CGPP receives legal assistance from the Thomas More Law Center ("The Sword and Shield for People of Faith") based in Ann Arbor Michigan. Richard Thompson, President and Chief Counsel of the Thomas More Law Center, apparently believes that gender identity is a hoax of some kind:
The concept of 'gender identity' was fashioned by radical homosexual groups and advocates to protect the bizarre sexual behavior of a few people. In practical effect, these types of ordinances end up being used to intimidate and prosecute Christians and anyone else who raises objections to this form of deviant behavior.
It may be that Mr. Thompson has no direct experience of people with different gender identities. If lesbian, gay, bisexual, transgender or intersex friends are not an option, we'd recommend a short primer like What Are You: Male, Merm, Herm, Ferm or Female? by William O. Beeman.

Lambeth Conference Ends: The 2008 Lambeth Conference drew to a close on August 3. The Lambeth Conference, which brings together bishops from throughout the Anglican Communion, is one of the four Instruments of Communion for Anglicanism. The conference is held every 10 years.
The 2008 Lambeth Conference was unusual in many ways. More than 200 of the 800 Anglican bishops boycotted the conference to express dissatisfaction with the admission (in some parts of the Anglican Communion) of LGBT people and women to the clergy and episcopacy. (The dissenting bishops and their supporters staged the Global Anglican Futures Conference (GAFCON) earlier this year in Jerusalem.)
Also noteworthy was the use of indaba, an African model of purposeful discussion, to structure the Lambeth program.
The conference is not a legislative assembly, and this year its output is a lengthy reflections document that attempts to summarize the bishops' discussions on a variety of topics over the three-week conference. For those who don't want to read the primary source, the Episcopal News Service distilled the highlights of the reflections document complete with helpful links to supporting material (for example, the St. Andrews Draft of the Anglican Covenant and the Windsor Process).

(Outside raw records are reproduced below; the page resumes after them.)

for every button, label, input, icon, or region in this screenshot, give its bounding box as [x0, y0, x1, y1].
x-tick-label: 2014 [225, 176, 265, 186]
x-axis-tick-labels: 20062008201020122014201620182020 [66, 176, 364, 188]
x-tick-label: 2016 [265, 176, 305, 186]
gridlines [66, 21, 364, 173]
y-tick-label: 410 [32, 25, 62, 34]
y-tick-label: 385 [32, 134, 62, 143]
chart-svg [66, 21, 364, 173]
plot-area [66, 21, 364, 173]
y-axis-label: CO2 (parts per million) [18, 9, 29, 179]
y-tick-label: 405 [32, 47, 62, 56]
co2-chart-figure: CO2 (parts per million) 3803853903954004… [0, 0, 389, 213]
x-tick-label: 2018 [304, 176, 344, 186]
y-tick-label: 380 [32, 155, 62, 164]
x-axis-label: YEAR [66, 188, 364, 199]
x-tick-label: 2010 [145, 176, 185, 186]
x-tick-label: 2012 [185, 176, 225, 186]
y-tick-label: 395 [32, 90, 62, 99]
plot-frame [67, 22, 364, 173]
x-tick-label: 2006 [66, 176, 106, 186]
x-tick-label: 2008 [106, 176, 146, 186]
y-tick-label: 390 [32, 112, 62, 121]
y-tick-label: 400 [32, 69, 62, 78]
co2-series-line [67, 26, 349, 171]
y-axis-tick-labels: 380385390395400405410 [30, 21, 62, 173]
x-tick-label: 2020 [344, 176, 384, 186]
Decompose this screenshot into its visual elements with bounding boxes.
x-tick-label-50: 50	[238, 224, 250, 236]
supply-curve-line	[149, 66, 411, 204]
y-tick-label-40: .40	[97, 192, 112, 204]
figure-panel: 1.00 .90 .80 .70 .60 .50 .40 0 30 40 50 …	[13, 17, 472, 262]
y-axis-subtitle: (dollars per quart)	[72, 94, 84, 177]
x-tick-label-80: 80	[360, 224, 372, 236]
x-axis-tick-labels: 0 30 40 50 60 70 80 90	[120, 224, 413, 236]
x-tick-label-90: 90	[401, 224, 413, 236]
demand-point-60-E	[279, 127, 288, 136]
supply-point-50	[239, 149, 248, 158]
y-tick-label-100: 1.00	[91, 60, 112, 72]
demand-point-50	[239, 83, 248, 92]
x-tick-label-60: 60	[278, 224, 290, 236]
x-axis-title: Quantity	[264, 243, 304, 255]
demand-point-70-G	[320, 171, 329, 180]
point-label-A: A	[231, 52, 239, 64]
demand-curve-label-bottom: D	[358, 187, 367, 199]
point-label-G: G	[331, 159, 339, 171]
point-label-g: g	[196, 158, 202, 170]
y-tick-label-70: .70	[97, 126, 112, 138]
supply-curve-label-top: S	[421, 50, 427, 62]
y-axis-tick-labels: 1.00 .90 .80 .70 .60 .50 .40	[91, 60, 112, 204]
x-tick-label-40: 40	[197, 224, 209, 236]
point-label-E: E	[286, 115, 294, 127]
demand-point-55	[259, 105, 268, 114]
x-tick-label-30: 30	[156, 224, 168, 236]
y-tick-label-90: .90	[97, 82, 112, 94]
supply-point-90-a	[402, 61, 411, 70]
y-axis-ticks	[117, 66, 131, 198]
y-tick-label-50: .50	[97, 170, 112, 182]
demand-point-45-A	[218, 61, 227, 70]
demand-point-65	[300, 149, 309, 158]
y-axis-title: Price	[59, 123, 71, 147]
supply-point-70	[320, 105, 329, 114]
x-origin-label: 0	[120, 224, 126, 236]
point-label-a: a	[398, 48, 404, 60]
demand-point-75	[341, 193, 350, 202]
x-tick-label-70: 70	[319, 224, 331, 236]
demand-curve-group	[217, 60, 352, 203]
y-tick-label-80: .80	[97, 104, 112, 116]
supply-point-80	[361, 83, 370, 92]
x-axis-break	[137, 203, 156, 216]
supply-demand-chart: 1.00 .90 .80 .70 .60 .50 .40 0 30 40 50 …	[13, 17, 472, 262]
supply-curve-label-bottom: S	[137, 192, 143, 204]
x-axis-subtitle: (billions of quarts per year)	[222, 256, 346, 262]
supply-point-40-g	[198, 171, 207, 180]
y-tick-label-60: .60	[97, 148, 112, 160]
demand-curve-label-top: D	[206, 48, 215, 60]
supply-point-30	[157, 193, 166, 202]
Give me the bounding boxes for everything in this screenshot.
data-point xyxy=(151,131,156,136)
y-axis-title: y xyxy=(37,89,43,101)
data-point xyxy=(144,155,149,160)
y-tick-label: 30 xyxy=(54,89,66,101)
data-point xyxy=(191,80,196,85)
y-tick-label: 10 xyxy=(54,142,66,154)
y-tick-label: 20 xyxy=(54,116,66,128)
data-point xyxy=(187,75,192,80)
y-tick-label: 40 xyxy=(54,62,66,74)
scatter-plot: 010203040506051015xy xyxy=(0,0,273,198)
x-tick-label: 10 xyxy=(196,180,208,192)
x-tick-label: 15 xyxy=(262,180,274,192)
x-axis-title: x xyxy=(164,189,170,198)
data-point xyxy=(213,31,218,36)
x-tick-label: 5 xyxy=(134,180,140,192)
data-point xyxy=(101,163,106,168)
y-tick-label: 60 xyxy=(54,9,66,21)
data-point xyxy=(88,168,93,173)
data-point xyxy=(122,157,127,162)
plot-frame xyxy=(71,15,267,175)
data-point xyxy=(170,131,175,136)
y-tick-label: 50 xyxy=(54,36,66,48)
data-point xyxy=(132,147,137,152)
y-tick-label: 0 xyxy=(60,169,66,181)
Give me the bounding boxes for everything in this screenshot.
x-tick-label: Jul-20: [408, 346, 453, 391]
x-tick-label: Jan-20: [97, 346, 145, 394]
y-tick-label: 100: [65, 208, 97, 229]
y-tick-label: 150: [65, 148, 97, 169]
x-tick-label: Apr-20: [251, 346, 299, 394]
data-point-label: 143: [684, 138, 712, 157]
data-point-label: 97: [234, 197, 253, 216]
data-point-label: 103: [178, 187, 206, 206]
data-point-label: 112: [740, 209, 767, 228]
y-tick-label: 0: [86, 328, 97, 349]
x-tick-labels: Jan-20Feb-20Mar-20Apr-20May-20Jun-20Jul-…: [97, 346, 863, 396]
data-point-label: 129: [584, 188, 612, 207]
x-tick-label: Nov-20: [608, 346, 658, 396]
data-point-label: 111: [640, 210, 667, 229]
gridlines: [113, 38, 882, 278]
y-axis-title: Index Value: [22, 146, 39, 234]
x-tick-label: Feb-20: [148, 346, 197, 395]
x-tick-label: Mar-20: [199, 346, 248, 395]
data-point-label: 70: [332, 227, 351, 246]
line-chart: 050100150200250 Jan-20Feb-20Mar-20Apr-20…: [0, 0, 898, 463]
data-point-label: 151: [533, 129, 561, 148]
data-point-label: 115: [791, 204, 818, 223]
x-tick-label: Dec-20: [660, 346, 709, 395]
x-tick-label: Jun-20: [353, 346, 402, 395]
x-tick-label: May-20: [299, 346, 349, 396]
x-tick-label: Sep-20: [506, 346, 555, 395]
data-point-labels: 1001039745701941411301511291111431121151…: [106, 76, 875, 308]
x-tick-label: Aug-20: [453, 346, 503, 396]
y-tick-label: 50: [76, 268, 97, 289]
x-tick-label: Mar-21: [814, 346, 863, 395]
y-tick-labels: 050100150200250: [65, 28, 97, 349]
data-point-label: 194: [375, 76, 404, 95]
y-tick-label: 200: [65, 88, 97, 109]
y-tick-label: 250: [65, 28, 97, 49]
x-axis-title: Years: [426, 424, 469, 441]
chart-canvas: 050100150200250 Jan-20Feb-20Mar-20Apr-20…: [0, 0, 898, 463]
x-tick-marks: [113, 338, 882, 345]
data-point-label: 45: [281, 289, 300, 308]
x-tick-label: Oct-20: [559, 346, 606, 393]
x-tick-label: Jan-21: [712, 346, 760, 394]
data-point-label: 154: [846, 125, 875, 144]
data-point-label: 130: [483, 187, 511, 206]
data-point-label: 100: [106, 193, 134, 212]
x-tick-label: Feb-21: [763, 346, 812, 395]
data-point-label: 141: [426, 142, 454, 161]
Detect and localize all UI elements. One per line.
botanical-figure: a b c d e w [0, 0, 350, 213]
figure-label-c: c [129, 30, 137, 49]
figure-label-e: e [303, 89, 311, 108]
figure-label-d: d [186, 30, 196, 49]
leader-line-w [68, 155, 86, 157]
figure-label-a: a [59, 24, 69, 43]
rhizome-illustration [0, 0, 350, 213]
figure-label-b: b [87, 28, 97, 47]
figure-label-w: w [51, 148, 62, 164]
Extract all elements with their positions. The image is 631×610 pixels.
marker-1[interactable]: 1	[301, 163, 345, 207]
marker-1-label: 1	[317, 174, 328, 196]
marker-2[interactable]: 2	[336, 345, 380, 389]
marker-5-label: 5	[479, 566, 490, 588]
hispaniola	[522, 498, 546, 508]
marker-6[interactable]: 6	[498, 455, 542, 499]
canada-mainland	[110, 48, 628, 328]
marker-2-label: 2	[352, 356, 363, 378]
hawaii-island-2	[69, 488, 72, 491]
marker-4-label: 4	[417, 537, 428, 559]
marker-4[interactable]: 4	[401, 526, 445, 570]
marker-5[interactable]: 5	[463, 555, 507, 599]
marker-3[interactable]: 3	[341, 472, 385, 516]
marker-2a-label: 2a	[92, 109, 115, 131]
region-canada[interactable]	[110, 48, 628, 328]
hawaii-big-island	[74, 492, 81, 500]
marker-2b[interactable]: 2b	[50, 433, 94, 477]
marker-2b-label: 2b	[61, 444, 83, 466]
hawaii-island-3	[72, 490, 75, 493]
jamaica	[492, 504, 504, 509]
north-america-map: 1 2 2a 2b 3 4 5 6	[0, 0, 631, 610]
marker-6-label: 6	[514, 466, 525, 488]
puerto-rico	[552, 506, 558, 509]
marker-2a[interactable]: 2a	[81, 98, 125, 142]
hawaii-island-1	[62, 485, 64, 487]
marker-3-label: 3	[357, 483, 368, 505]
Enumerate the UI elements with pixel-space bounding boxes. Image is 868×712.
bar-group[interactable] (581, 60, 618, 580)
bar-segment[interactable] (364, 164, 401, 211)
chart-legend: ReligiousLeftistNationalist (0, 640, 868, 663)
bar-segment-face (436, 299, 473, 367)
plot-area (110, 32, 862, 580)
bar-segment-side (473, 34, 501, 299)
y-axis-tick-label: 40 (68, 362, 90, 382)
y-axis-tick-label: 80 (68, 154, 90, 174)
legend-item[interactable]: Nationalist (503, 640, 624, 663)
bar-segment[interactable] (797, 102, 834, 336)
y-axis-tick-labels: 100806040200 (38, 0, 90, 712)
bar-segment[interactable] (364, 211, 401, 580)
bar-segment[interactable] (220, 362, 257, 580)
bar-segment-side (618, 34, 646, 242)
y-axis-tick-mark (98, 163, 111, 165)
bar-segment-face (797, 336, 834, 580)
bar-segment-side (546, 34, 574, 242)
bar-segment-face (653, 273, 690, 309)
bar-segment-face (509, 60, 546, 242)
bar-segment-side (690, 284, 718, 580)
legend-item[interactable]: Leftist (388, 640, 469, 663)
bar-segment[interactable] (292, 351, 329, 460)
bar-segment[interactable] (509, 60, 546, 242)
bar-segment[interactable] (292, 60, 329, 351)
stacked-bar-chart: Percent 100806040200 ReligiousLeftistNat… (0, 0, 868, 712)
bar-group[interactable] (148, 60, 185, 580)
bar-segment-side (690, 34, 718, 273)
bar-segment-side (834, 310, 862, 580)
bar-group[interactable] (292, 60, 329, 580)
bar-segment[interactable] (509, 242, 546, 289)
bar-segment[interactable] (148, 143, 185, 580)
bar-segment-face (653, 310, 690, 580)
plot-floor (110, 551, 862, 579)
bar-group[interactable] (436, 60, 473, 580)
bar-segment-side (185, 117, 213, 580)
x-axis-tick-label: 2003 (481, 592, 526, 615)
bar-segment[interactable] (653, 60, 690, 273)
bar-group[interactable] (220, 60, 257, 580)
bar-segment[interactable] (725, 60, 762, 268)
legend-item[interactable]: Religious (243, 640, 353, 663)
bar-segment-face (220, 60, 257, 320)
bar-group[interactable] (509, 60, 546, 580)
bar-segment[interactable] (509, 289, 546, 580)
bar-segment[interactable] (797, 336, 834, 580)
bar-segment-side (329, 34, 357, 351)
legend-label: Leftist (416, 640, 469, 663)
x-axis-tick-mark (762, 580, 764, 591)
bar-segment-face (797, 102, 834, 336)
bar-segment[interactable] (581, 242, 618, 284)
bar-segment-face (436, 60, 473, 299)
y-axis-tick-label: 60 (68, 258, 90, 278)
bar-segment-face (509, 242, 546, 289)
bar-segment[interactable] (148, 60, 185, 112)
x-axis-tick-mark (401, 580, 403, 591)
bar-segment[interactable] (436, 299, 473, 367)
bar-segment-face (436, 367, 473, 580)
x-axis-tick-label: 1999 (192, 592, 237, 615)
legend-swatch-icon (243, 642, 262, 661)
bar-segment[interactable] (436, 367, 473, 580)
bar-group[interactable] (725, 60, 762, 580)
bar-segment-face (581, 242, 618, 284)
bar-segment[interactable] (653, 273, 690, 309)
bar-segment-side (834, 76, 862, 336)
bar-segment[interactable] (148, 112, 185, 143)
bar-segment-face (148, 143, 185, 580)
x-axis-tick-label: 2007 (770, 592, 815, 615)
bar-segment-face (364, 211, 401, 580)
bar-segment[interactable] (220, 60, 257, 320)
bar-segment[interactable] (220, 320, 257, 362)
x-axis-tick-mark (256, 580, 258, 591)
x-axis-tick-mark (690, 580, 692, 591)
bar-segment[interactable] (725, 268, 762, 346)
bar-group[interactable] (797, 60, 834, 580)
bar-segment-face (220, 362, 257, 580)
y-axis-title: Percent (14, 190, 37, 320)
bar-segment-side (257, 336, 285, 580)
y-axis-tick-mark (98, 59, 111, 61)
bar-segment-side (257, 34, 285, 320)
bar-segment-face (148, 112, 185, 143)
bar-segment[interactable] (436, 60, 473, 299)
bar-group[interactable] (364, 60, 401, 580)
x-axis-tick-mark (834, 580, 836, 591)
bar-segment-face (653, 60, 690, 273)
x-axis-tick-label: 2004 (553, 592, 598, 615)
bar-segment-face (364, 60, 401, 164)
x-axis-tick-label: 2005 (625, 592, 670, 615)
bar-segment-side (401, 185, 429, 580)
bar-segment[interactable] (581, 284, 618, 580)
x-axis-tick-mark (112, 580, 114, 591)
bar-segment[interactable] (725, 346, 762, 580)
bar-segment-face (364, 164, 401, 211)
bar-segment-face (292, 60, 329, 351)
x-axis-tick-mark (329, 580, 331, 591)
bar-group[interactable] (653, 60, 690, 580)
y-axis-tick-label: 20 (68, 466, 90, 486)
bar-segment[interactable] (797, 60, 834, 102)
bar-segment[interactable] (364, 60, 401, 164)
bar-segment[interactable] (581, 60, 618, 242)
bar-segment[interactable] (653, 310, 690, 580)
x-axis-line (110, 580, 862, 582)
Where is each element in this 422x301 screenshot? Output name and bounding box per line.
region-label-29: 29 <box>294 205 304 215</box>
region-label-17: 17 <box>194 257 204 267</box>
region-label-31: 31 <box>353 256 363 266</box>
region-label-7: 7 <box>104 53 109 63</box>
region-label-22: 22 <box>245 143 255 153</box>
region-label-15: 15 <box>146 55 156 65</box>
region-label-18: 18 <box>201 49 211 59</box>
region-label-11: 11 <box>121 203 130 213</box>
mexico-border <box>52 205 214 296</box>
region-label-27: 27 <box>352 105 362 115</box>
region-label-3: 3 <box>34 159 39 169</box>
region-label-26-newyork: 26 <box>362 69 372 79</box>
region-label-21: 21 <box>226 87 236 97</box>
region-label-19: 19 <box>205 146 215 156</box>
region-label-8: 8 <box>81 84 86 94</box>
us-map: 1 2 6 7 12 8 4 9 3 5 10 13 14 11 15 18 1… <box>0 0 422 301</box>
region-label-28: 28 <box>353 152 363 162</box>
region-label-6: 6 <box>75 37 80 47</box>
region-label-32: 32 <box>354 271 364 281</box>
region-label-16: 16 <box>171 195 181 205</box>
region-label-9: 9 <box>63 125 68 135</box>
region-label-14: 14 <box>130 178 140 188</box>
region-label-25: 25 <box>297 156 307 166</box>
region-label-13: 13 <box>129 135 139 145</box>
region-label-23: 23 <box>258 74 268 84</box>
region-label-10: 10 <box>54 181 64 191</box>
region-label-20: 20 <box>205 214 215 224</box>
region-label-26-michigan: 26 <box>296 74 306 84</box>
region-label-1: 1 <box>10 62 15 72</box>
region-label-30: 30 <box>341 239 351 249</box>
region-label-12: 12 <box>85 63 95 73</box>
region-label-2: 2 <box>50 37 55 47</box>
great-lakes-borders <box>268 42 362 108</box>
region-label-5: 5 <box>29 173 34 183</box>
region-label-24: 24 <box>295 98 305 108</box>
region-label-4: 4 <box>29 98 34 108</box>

Though no one will say as much, the consensus of the Lambeth participants seems to be "stay the course." In practical terms, this means to continue work on an Anglican Covenant as a tool for articulating what the communion holds in common, to continue the Windsor report "moratoria" on "ordinations of persons living in a same-gender union to the episcopate, the blessing of same-sex unions, and cross-border incursions by bishops," and to let the communion's legislative and judicial bodies to proceed without interference.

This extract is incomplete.